JB: I’ve noticed Jacobin doesn’t mention religion much at all. There’s none of that “opium of the masses” stuff. Is there a place for religion in left-wing movements?

BS: The part of Occupy that was based on communal celebration isn’t just a glib distraction. It’s good and innate in humanity. Speaking in ethical terms is important too. As for religion itself, none of us are from the Christopher Hitchens school of anti-theism. It won’t affect our engagement with someone whether they believe in God or not. I don’t think there is anything to be gained from a major critique of religion. Everyone completely misinterprets that Marx quote. It’s the conditions that, in Marx’s formulation, force people to turn to religion for solace in the first place that need to be combated. But even that is patronizing! I believe religion will always exist in some form. People are drawn to it for existential reasons. I want to live in a world without material hardship driving people to religion, but we will always live in a world with depression, anxiety, heartbreak, angst, suffering.

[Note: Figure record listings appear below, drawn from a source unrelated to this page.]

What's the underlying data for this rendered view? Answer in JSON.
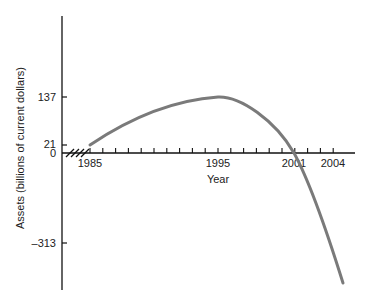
{
  "chart_data": {
    "type": "line",
    "title": "",
    "xlabel": "Year",
    "ylabel": "Assets (billions of current dollars)",
    "x_tick_labels": [
      "1985",
      "1995",
      "2001",
      "2004"
    ],
    "y_tick_labels": [
      "137",
      "21",
      "0",
      "–313"
    ],
    "y_ticks": [
      137,
      21,
      0,
      -313
    ],
    "x_ticks": [
      1985,
      1995,
      2001,
      2004
    ],
    "xlim": [
      1983,
      2006
    ],
    "ylim": [
      -450,
      500
    ],
    "grid": false,
    "legend": null,
    "axis_break": "x-axis break marks between origin and 1985",
    "series": [
      {
        "name": "Assets",
        "color": "#7a7a7a",
        "x": [
          1985,
          1987,
          1989,
          1991,
          1993,
          1995,
          1996,
          1997,
          1998,
          1999,
          2000,
          2001,
          2002,
          2003,
          2004,
          2005
        ],
        "values": [
          21,
          50,
          78,
          103,
          125,
          137,
          133,
          120,
          99,
          70,
          38,
          0,
          -60,
          -140,
          -240,
          -385
        ]
      }
    ]
  },
  "colors": {
    "axis": "#111111",
    "curve": "#7a7a7a"
  }
}
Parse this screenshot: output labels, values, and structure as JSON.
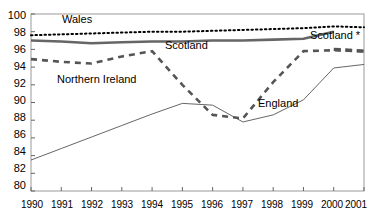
{
  "chart_data": {
    "type": "line",
    "title": "",
    "xlabel": "",
    "ylabel": "",
    "xlim": [
      1990,
      2001
    ],
    "ylim": [
      80,
      100
    ],
    "ytick_step": 2,
    "grid": false,
    "legend_position": "inline-annotations",
    "x": [
      1990,
      1991,
      1992,
      1993,
      1994,
      1995,
      1996,
      1997,
      1998,
      1999,
      2000,
      2001
    ],
    "xtick_labels": [
      "1990",
      "1991",
      "1992",
      "1993",
      "1994",
      "1995",
      "1996",
      "1997",
      "1998",
      "1999",
      "2000",
      "2001"
    ],
    "ytick_labels": [
      "80",
      "82",
      "84",
      "86",
      "88",
      "90",
      "92",
      "94",
      "96",
      "98",
      "100"
    ],
    "series": [
      {
        "name": "Wales",
        "style": "dotted",
        "color": "#000000",
        "values": [
          97.6,
          97.7,
          97.8,
          97.9,
          98.0,
          98.0,
          98.1,
          98.2,
          98.3,
          98.4,
          98.6,
          98.5
        ]
      },
      {
        "name": "Scotland",
        "style": "thick-solid",
        "color": "#666666",
        "values": [
          97.0,
          96.9,
          96.7,
          96.8,
          96.9,
          96.9,
          97.0,
          97.0,
          97.1,
          97.2,
          98.0,
          null
        ]
      },
      {
        "name": "Scotland *",
        "style": "thick-dashed",
        "color": "#555555",
        "values": [
          null,
          null,
          null,
          null,
          null,
          null,
          null,
          null,
          null,
          null,
          96.0,
          95.8
        ]
      },
      {
        "name": "Northern Ireland",
        "style": "heavy-dashed",
        "color": "#555555",
        "values": [
          94.9,
          94.6,
          94.4,
          95.2,
          95.8,
          92.0,
          88.6,
          88.2,
          92.3,
          95.8,
          95.9,
          95.8
        ]
      },
      {
        "name": "England",
        "style": "thin-solid",
        "color": "#555555",
        "values": [
          83.5,
          84.8,
          86.1,
          87.4,
          88.7,
          89.9,
          89.7,
          87.8,
          88.6,
          90.3,
          93.9,
          94.3
        ]
      }
    ],
    "annotations": [
      {
        "text": "Wales",
        "series": "Wales"
      },
      {
        "text": "Scotland",
        "series": "Scotland"
      },
      {
        "text": "Scotland *",
        "series": "Scotland *"
      },
      {
        "text": "Northern Ireland",
        "series": "Northern Ireland"
      },
      {
        "text": "England",
        "series": "England"
      }
    ]
  }
}
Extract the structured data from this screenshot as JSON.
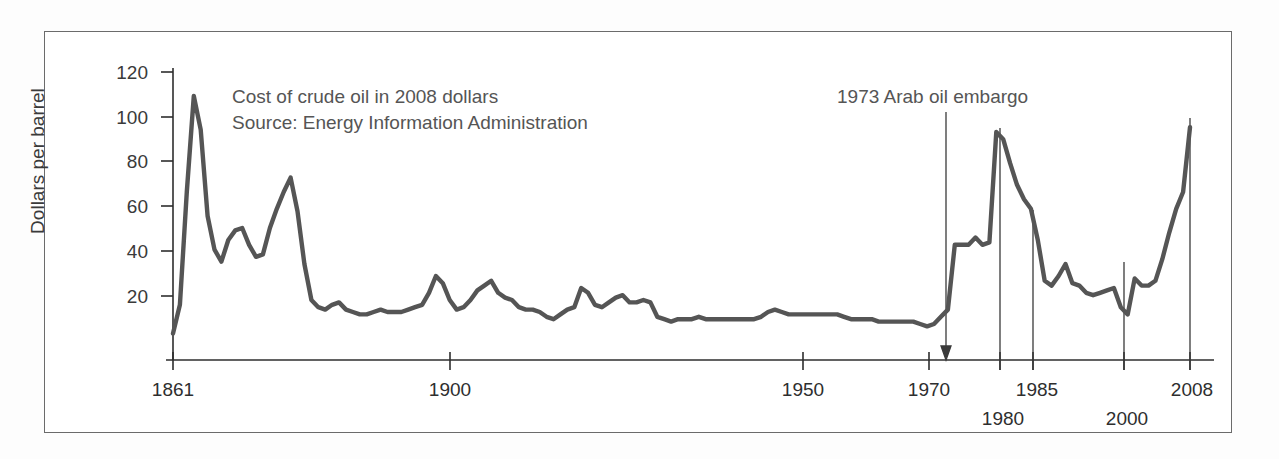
{
  "chart_data": {
    "type": "line",
    "title": "",
    "xlabel": "",
    "ylabel": "Dollars per barrel",
    "ylim": [
      0,
      120
    ],
    "yticks": [
      20,
      40,
      60,
      80,
      100,
      120
    ],
    "xlim": [
      1861,
      2008
    ],
    "xticks": [
      1861,
      1900,
      1950,
      1970,
      1980,
      1985,
      2000,
      2008
    ],
    "xticks_upper": [
      1861,
      1900,
      1950,
      1970,
      1985,
      2008
    ],
    "xticks_lower": [
      1980,
      2000
    ],
    "grid": false,
    "legend": null,
    "series_name": "Crude oil price (2008 dollars)",
    "line_color": "#555555",
    "x": [
      1861,
      1862,
      1863,
      1864,
      1865,
      1866,
      1867,
      1868,
      1869,
      1870,
      1871,
      1872,
      1873,
      1874,
      1875,
      1876,
      1877,
      1878,
      1879,
      1880,
      1881,
      1882,
      1883,
      1884,
      1885,
      1886,
      1887,
      1888,
      1889,
      1890,
      1891,
      1892,
      1893,
      1894,
      1895,
      1896,
      1897,
      1898,
      1899,
      1900,
      1901,
      1902,
      1903,
      1904,
      1905,
      1906,
      1907,
      1908,
      1909,
      1910,
      1911,
      1912,
      1913,
      1914,
      1915,
      1916,
      1917,
      1918,
      1919,
      1920,
      1921,
      1922,
      1923,
      1924,
      1925,
      1926,
      1927,
      1928,
      1929,
      1930,
      1931,
      1932,
      1933,
      1934,
      1935,
      1936,
      1937,
      1938,
      1939,
      1940,
      1941,
      1942,
      1943,
      1944,
      1945,
      1946,
      1947,
      1948,
      1949,
      1950,
      1951,
      1952,
      1953,
      1954,
      1955,
      1956,
      1957,
      1958,
      1959,
      1960,
      1961,
      1962,
      1963,
      1964,
      1965,
      1966,
      1967,
      1968,
      1969,
      1970,
      1971,
      1972,
      1973,
      1974,
      1975,
      1976,
      1977,
      1978,
      1979,
      1980,
      1981,
      1982,
      1983,
      1984,
      1985,
      1986,
      1987,
      1988,
      1989,
      1990,
      1991,
      1992,
      1993,
      1994,
      1995,
      1996,
      1997,
      1998,
      1999,
      2000,
      2001,
      2002,
      2003,
      2004,
      2005,
      2006,
      2007,
      2008
    ],
    "y": [
      11,
      23,
      70,
      110,
      96,
      60,
      46,
      41,
      50,
      54,
      55,
      48,
      43,
      44,
      55,
      63,
      70,
      76,
      62,
      40,
      25,
      22,
      21,
      23,
      24,
      21,
      20,
      19,
      19,
      20,
      21,
      20,
      20,
      20,
      21,
      22,
      23,
      28,
      35,
      32,
      25,
      21,
      22,
      25,
      29,
      31,
      33,
      28,
      26,
      25,
      22,
      21,
      21,
      20,
      18,
      17,
      19,
      21,
      22,
      30,
      28,
      23,
      22,
      24,
      26,
      27,
      24,
      24,
      25,
      24,
      18,
      17,
      16,
      17,
      17,
      17,
      18,
      17,
      17,
      17,
      17,
      17,
      17,
      17,
      17,
      18,
      20,
      21,
      20,
      19,
      19,
      19,
      19,
      19,
      19,
      19,
      19,
      18,
      17,
      17,
      17,
      17,
      16,
      16,
      16,
      16,
      16,
      16,
      15,
      14,
      15,
      18,
      21,
      48,
      48,
      48,
      51,
      48,
      49,
      95,
      92,
      82,
      73,
      67,
      63,
      50,
      33,
      31,
      35,
      40,
      32,
      31,
      28,
      27,
      28,
      29,
      30,
      22,
      19,
      34,
      31,
      31,
      33,
      42,
      53,
      63,
      70,
      97
    ],
    "annotations": [
      {
        "text": "Cost of crude oil in 2008 dollars",
        "x": 1880,
        "y": 108
      },
      {
        "text": "Source: Energy Information Administration",
        "x": 1880,
        "y": 101
      },
      {
        "text": "1973 Arab oil embargo",
        "x": 1980,
        "y": 108,
        "points_to": 1973
      }
    ],
    "vertical_reference_lines": [
      1973,
      1980,
      1985,
      2000,
      2008
    ]
  },
  "axis": {
    "y_label": "Dollars per barrel",
    "y_ticks": [
      "120",
      "100",
      "80",
      "60",
      "40",
      "20"
    ],
    "x_ticks_upper": [
      "1861",
      "1900",
      "1950",
      "1970",
      "1985",
      "2008"
    ],
    "x_ticks_lower": [
      "1980",
      "2000"
    ]
  },
  "annotations": {
    "note_line1": "Cost of crude oil in 2008 dollars",
    "note_line2": "Source: Energy Information Administration",
    "embargo_label": "1973 Arab oil embargo"
  },
  "colors": {
    "line": "#555555",
    "axis": "#2e2e2e",
    "frame": "#6b6b6b",
    "text": "#3a3a3a"
  }
}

JB: Tell me a little about the book projects you’ve got next year, with Metropolitan Books and Verso. Let’s start with Metropolitan, which doesn’t have the radical political mission of Verso.

BS: The book is slated to be released in fall 2013. One of the big criticisms of Occupy was that there weren’t any ideas. Bullshit, of course. There were tons of ideas. With this book I tried to go beyond criticism: the first half is about the problems with the neoliberal consensus and in the second half we present programmatic solutions.

That second half itself is a crescendo that builds towards something. The early pieces could be interpreted, in isolation, as social democratic. In her contribution, Megan Erickson not only critiques neoliberal education reform but lays out what a good education system would look like. Chris Maisano addresses full employment, Peter Frase writes about freedom and socialism, Sarah Leonard writes about overcoming the sexual division of labor, Seth Ackerman presents a feasible market socialism. That’s the structure of this book, the first half is critique, the rolling back of the neoliberal consensus. The second part is rolling in these new ideas, institutions, and programs. With a more radical press, I’d really have to reach for that liberal audience and be more tentative making these arguments. With Metropolitan I have a better shot of giving the average Naomi Klein reader more of a hard-left critique.

JB: What about the Verso book series?

BS: I commission the books and edit them, Remeike Forbes designs the covers, and Verso handles the business side and some of the publicity. They’ve granted me an enormous amount of flexibility and I’m really happy for the opportunity. Especially on the left there is this phenomenon where authors have 30,000–40,000 words worth of stuff to say, but they drag it out to book-length form. The Verso series harkens back to the old pamphleteers with ideas made for people who aren’t specialists. Essentially I’m trying to take the critiques we have in Jacobin, flesh them out, and reach a wider audience, on the cheap. I think there’s a special place for the format.

Hopefully, it works out. But I won’t be too upset if people say I failed miserably as a book publisher at the age of 23. I feel like that’s a pretty forgivable sin.